Nietzsche then pushes further: even when we think we’re describing the world accurately. When we talk about “trees,” “snow,” “flowers,” or “colors”: we’re not touching reality itself, only employing metaphors that vaguely gesture at it. Imagine you have a pet bird named Beatrice. The word “Beatrice,” and the words you use to describe her, never fully capture what she is: her colors, her movements, her quirks, your history with her. The total experience of Beatrice exceeds the language that tries to point to it. Every word does this: it approximates rather than reveals.
The same goes for concepts like “honesty” or “love.” When you say you love your bird Beatrice and your friend says they love their dog Hank, you both use “love,” but the sentiments involved i.e. the attachments, memories, emotional textures, are wildly different. Yet the same word covers them both. Nietzsche finds this bizarre: distinct inner realities get collapsed into identical linguistic tokens.
Now return to the opening point. If we actually cared about truth, then you and your friend would require different words for your different experiential bundles. Language would differentiate endlessly. Reality would demand precision. But practically, we adopt a coarser, more functional system. One that “works well enough” for social coordination instead of truth.

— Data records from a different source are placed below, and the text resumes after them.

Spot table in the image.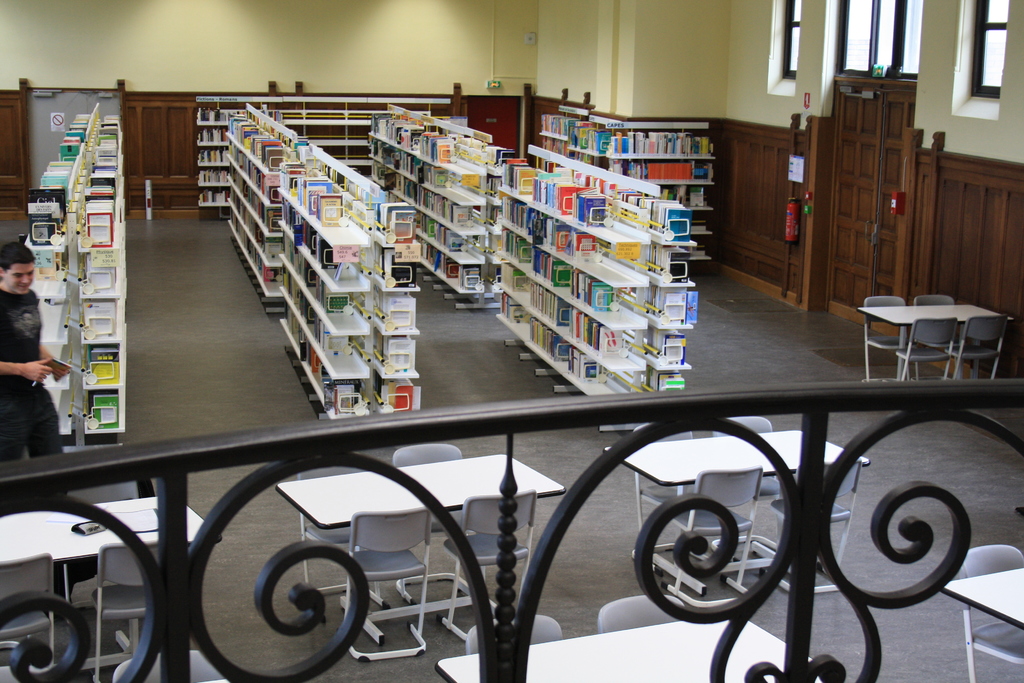
table found at rect(941, 569, 1023, 624).
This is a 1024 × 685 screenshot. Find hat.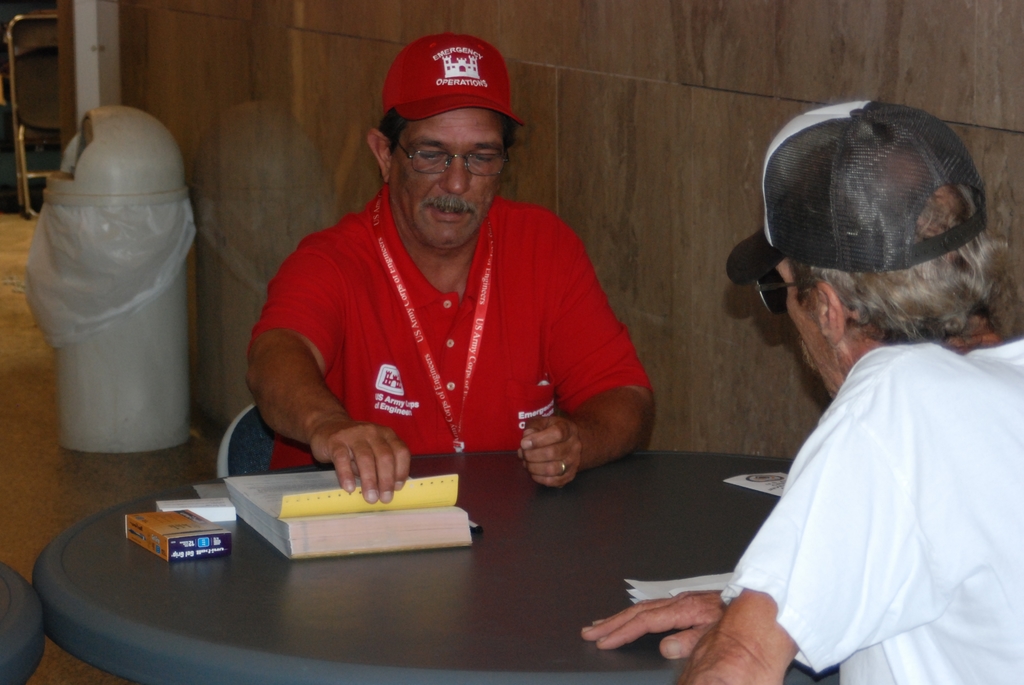
Bounding box: box=[385, 36, 524, 133].
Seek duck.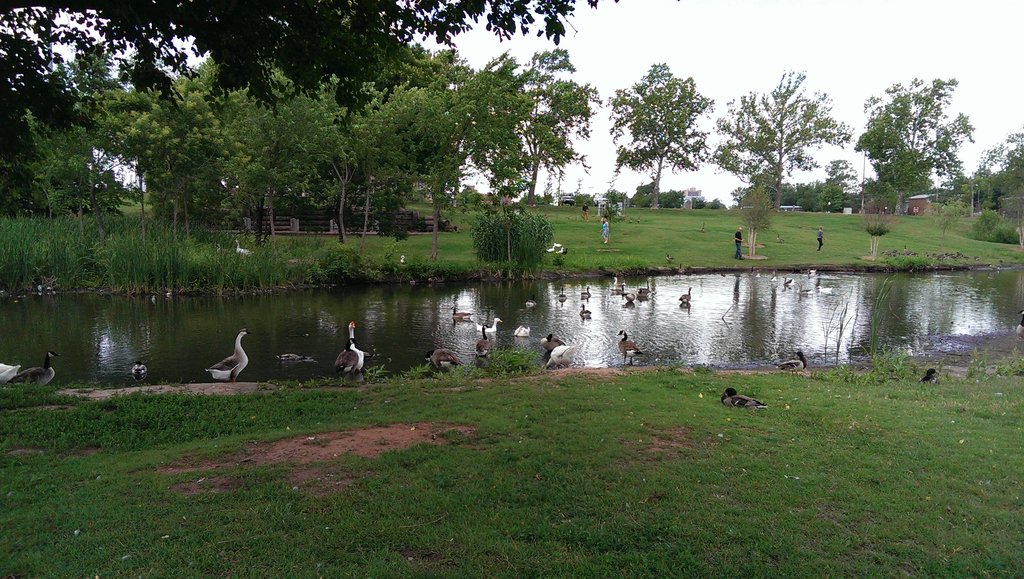
Rect(634, 279, 657, 303).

Over time, we forget that this system is metaphorical. Words like “love” or “marriage” start to feel fixed, canonical, binding. But they only feel that way because we’ve forgotten their metaphorical origins, forgotten that they once covered wildly different experiences. Nietzsche’s example of truth as a “host of metaphors, metonymies, and anthropomorphisms” expresses exactly this point.

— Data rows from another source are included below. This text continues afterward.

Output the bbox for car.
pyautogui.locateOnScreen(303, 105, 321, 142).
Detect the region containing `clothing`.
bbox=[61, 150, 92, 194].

Consider relationships: two people say “I want to get married,” and believe they mean the same thing. But a month later, Tom assumes marriage involves shared bank accounts, while Sue assumes it involves separate bank accounts and weekly cake. The conflict surprises them because they assume sameness of meaning from sameness of word. But the word “marriage” never actually contained that sameness; it only concealed difference.
If we were truly interested in truth, language would look more like atomic engineering: “marriage-jointbankaccounts-two-kids-bird-pet” vs. “marriage-separatebankaccounts-cakes-Thursdays.” Distinct expressions for distinct realities. But that ideal, scientific language is impossible for Nietzsche. No concept can ever fully capture the flux of lived experience. The “correct perception”, the perfect expression of object in subject, is a contradiction.

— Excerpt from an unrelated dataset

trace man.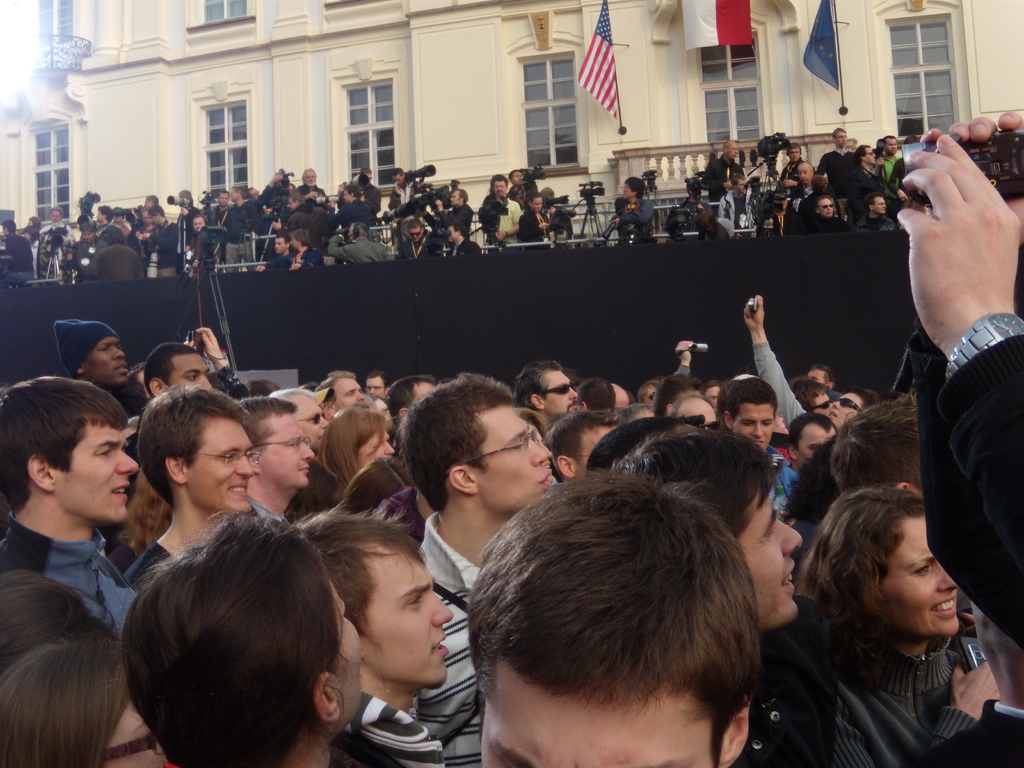
Traced to pyautogui.locateOnScreen(124, 387, 248, 595).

And yet we continue to use language as if it were precise. We continue to delight in its fictions. We prefer the comfort of deception to the terror of reality’s ungraspable complexity. We forget the metaphorical world beneath our words, because remembering it would make life unstable. It’s easier and far more pleasant to assume that “marriage” means the same for everyone than to confront the abyss of linguistic subjectivity. We’d rather blame Tom or Sue than blame the architecture of language itself.
Some Thoughts
The problem with language is, as this article points out, that we often mean different things when we use the same terms.
On top of that, sometimes we ourselves don’t even fully know what we mean. This was highlighted in the paper Many, but Almost One, where even apparently simple terms like house are underspecified, is the garage included? The lawn? A shed? It’s not obvious, even to the speaker.
Further complicating matters, everyday language isn’t only about conveying meanings. We also try to get others to accept our meaning, as pointed out in Disagreement and the Semantics of Normative and Evaluative Terms. Conversation becomes partly a negotiation over definitions.